Theorizing Government
We may wonder to what extent we, as fans, are capable of imagining a gap between order and law. No state can claim that it can guarantee both flawlessly all of the time. Batman and Gordon hold together a world that eludes our sense of logic and justice, and although all characters attempt to impose some sort of order on Gotham, it is the tandem team of Batman and Gordon who do it most legitimately. This renders the state precarious, shows how society must participate in its own defense, and points out how very important personal relationships and trust are in establishing the line between the just use of violence and the proper enforcement of law. Of course, it is possible to theorize about the state, justice, and violence without discussing the Batman, but as the Joker would say—“Why bother?”6
NOTES
1 For a more recent exploration of this issue, see how the “Superhuman Registration Act” has influenced the Marvel superhero community in the recent crossover events “Civil War” and “The Initiative.” I am grateful to Mark White for suggesting this reference.
2 Thomas Hobbes, Leviathan (New York: Penguin Books, [1651] 1985), xiii.

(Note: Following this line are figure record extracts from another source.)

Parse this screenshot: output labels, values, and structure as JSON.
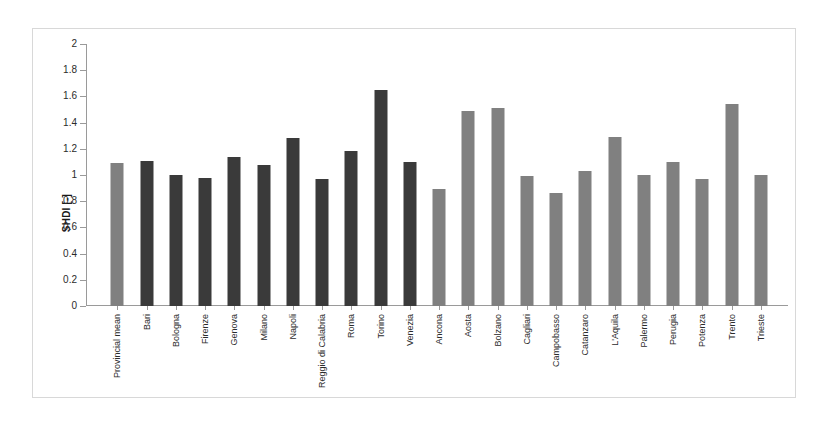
{
  "chart_data": {
    "type": "bar",
    "title": "",
    "xlabel": "",
    "ylabel": "SHDI [-]",
    "ylim": [
      0,
      2
    ],
    "ytick_labels": [
      "2",
      "1.8",
      "1.6",
      "1.4",
      "1.2",
      "1",
      "0.8",
      "0.6",
      "0.4",
      "0.2",
      "0"
    ],
    "ytick_values": [
      2,
      1.8,
      1.6,
      1.4,
      1.2,
      1,
      0.8,
      0.6,
      0.4,
      0.2,
      0
    ],
    "grid": false,
    "legend": "none",
    "categories": [
      "Provincial mean",
      "Bari",
      "Bologna",
      "Firenze",
      "Genova",
      "Milano",
      "Napoli",
      "Reggio di Calabria",
      "Roma",
      "Torino",
      "Venezia",
      "Ancona",
      "Aosta",
      "Bolzano",
      "Cagliari",
      "Campobasso",
      "Catanzaro",
      "L'Aquila",
      "Palermo",
      "Perugia",
      "Potenza",
      "Trento",
      "Trieste"
    ],
    "values": [
      1.09,
      1.11,
      1.0,
      0.98,
      1.14,
      1.08,
      1.28,
      0.97,
      1.18,
      1.65,
      1.1,
      0.89,
      1.49,
      1.51,
      0.99,
      0.86,
      1.03,
      1.29,
      1.0,
      1.1,
      0.97,
      1.54,
      1.0
    ],
    "bar_colors": [
      "light",
      "dark",
      "dark",
      "dark",
      "dark",
      "dark",
      "dark",
      "dark",
      "dark",
      "dark",
      "dark",
      "light",
      "light",
      "light",
      "light",
      "light",
      "light",
      "light",
      "light",
      "light",
      "light",
      "light",
      "light"
    ],
    "colors": {
      "metropolitan_bar": "#3a3a3a",
      "regional_capital_bar": "#808080",
      "axis": "#9a9a9a",
      "frame": "#d8d8d8",
      "text": "#2b2b2b",
      "background": "#ffffff"
    }
  }
}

3 Walter Kaufman, ed., The Portable Nietzsche (New York: Penguin Press, 1976), 161.
4 For more on Nietzsche and Frank Miller, see Peregrine Dace, “Nietzsche contra Superman: An Examination of the Work of Frank Miller,” South African Journal of Philosophy 26, no. 1 (2007): 98-106.
5 Roberta E. Pearson and William Uricchio, “Notes from the Batcave: An Interview with Dennis O’Neil,” in a book they edited, The Many Lives of the Batman: Critical Approaches to a Superhero and His Media (New York: Routledge, 1991), 19. For more on Batman’s refusal to kill, see Mark D. White’s chapter in this book.
6 I would like to thank Rob Arp, Mark White, Michel Spanakos, and Photini The for the suggestions they gave that strengthened this chapter.